On Friday, our K-8 students celebrated National Reading Day. During this day, every student read…and read…and read. Students read to themselves, read to others, and read with others. There were reading groups, and reading pairs. Older reads to younger, and younger sometimes reads to older. Everyone read…and read…and read.
Throughout it all, the library kept track of all the books read. Our goal this year was for everyone to read 1200 books. At last count, our K-8 students had read over 1300, and that was before afternoon recess.
The best part about National Reading Day was the smiles - the laughter - the excitement and the visible joy. In this electronic age of video games and camera phones and text messaging and YouTube and a million other technical distractions, reading still holds a place in our children’s hearts. While television, movies, and video games now show kids fantastic characters and worlds, often down to the most mundane detail, those visions are the product of someone else’s imagination. We live in a wondrous age, where practically every major or important or popular work of literature has been adapted to the screen or to the computer, where literary characters are portrayed by actors, and where every setting has been rendered in magnificent three-dimensional digital splendor.
Yet, for all that, a book allows readers to think for themselves. A book requires the reader to engage their own imaginations, to create their own worlds and characters, and to use their own inner senses to see, hear, and visualize what is being described on the page. While movies and video games have never been more magical, can anything really replace the magic of a good book? On Friday, our students certainly enjoyed the magic of reading…and reading…and reading.
A couple of weeks ago, I had the privilege to substitute for the fifth grade social studies class. We worked through the chapter about Columbus, and Cortes, and Jamestown and the pilgrims. We read about the first thanksgiving, and learned much about the Native Americans who were so instrumental in the survival of those early settlers.
As we discussed the many merits of the Native Americans, of their practice of a democratic system of self-rule, of their resilience, and of their occasional generosity, we came to realize one very important difference between the European settlers and the indigenous people. The natives did not have a written language.
Think about that. Can you imagine living in a culture where all history and all imagination must be communicated orally, where reading and writing don’t exist? No alphabet. No grammar or syntax. No books or stories or articles or essays. Not so much as a grocery list.
As we approach our annual commemoration of that first thanksgiving, we all have many reasons to give thanks. We give thanks for our families and our communities and (I hope) for our schools. We give thanks for the valiant men and women who have fought and now fight for our way of life. We give thanks for good food and good health.
But to that list, I would like to add reading. Be thankful that we belong to a society that so values, so treasures, so perpetuates the ability to read. Give thanks that our society has made reading the very keystone of our educational system. Reading has always been the prime subject taught in schools from the roots of formal education. The ancient Greeks taught reading, and reading has been taught all through the ages, all the way up through last Friday, where our Hill City students read…and read…and read.
If you can read this, then know I wish you all a very happy, and a very literate Thanksgiving!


▶ **Aim of the exercise**:
Although the records contain pictures, the copy should leave them out and match everything else exactly.
Segment Start: Source data
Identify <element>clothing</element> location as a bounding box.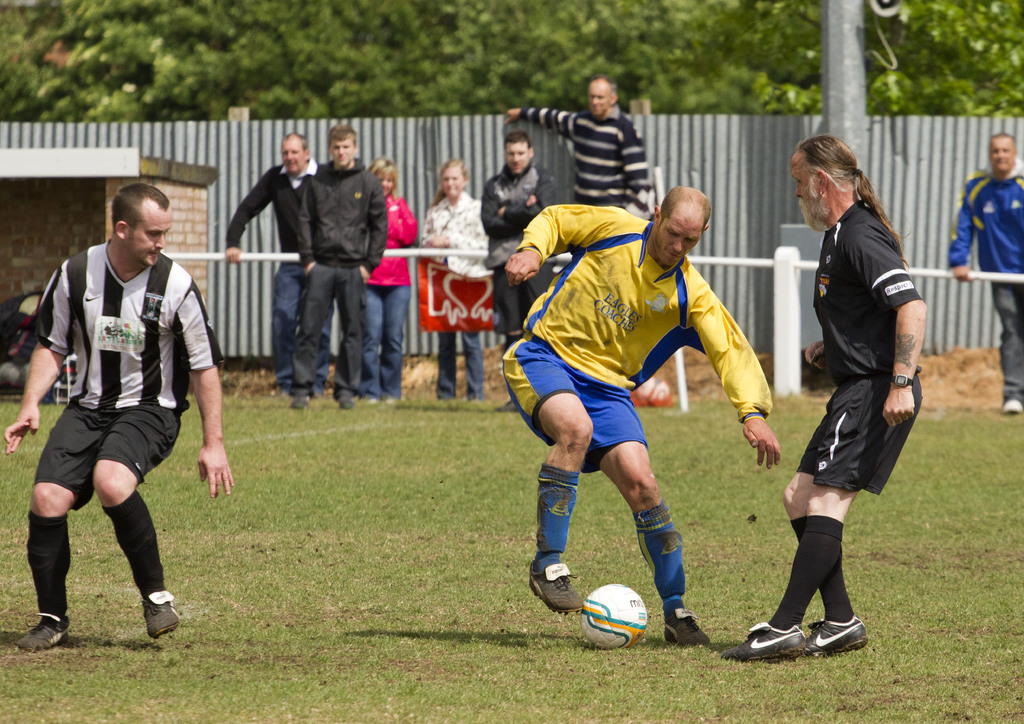
{"left": 255, "top": 262, "right": 350, "bottom": 388}.
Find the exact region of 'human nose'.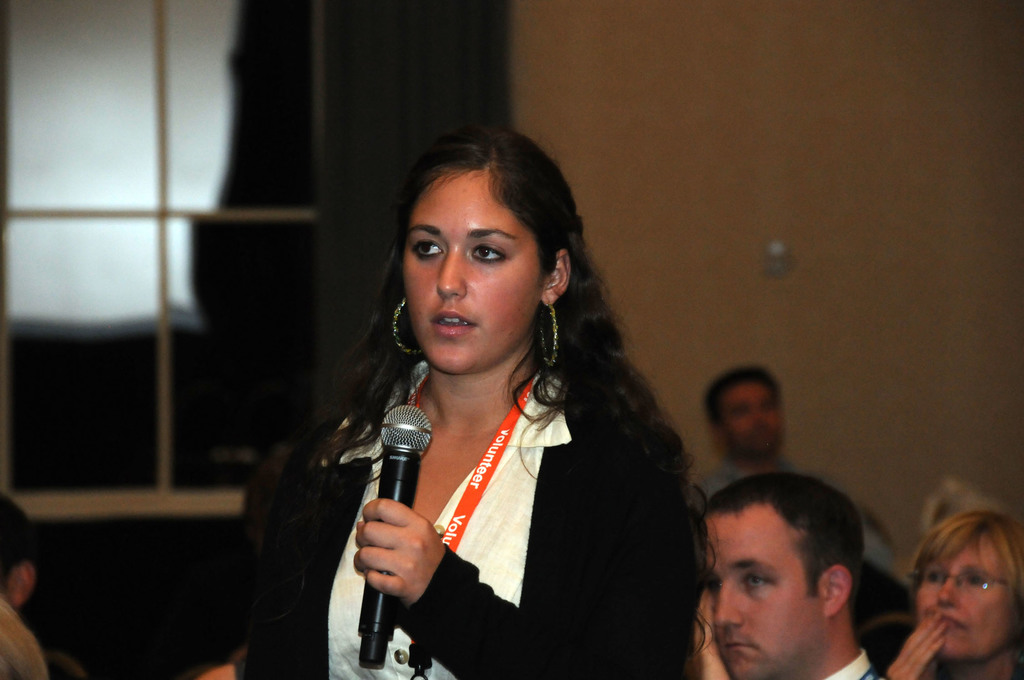
Exact region: 434:248:468:303.
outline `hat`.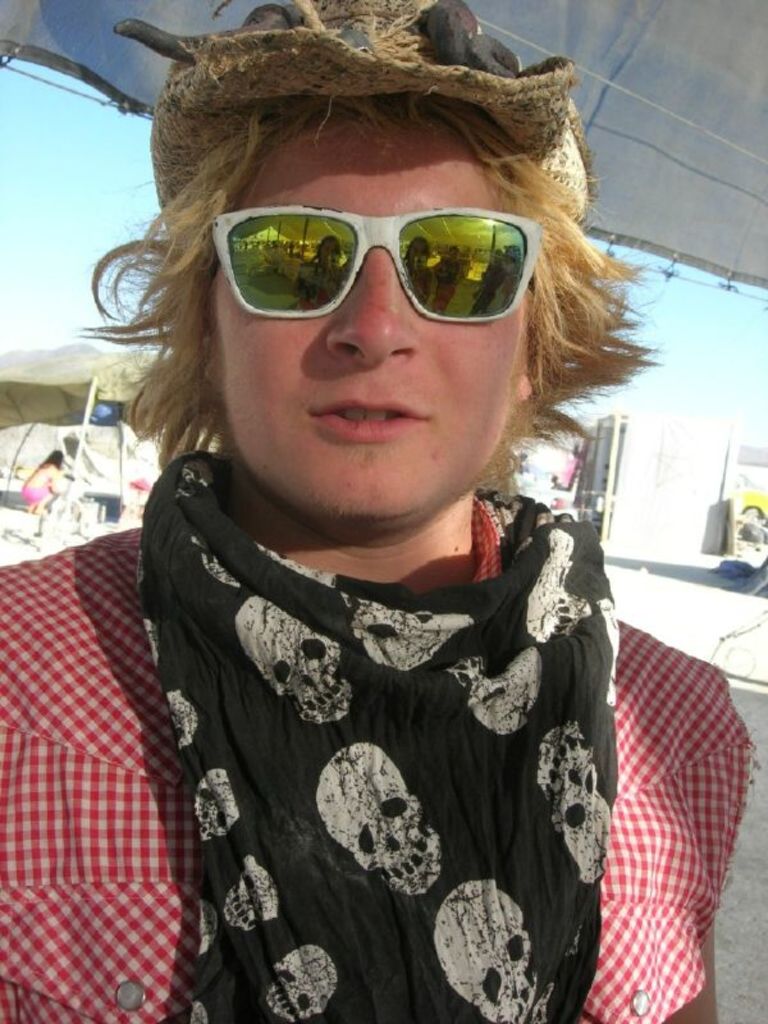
Segment End: Source data
▶ **Answer to this exercise**:
Identify <element>clothing</element> location as a bounding box.
{"left": 255, "top": 262, "right": 350, "bottom": 388}.
Find the exact region of 'human nose'.
Exact region: 434:248:468:303.
outline `hat`.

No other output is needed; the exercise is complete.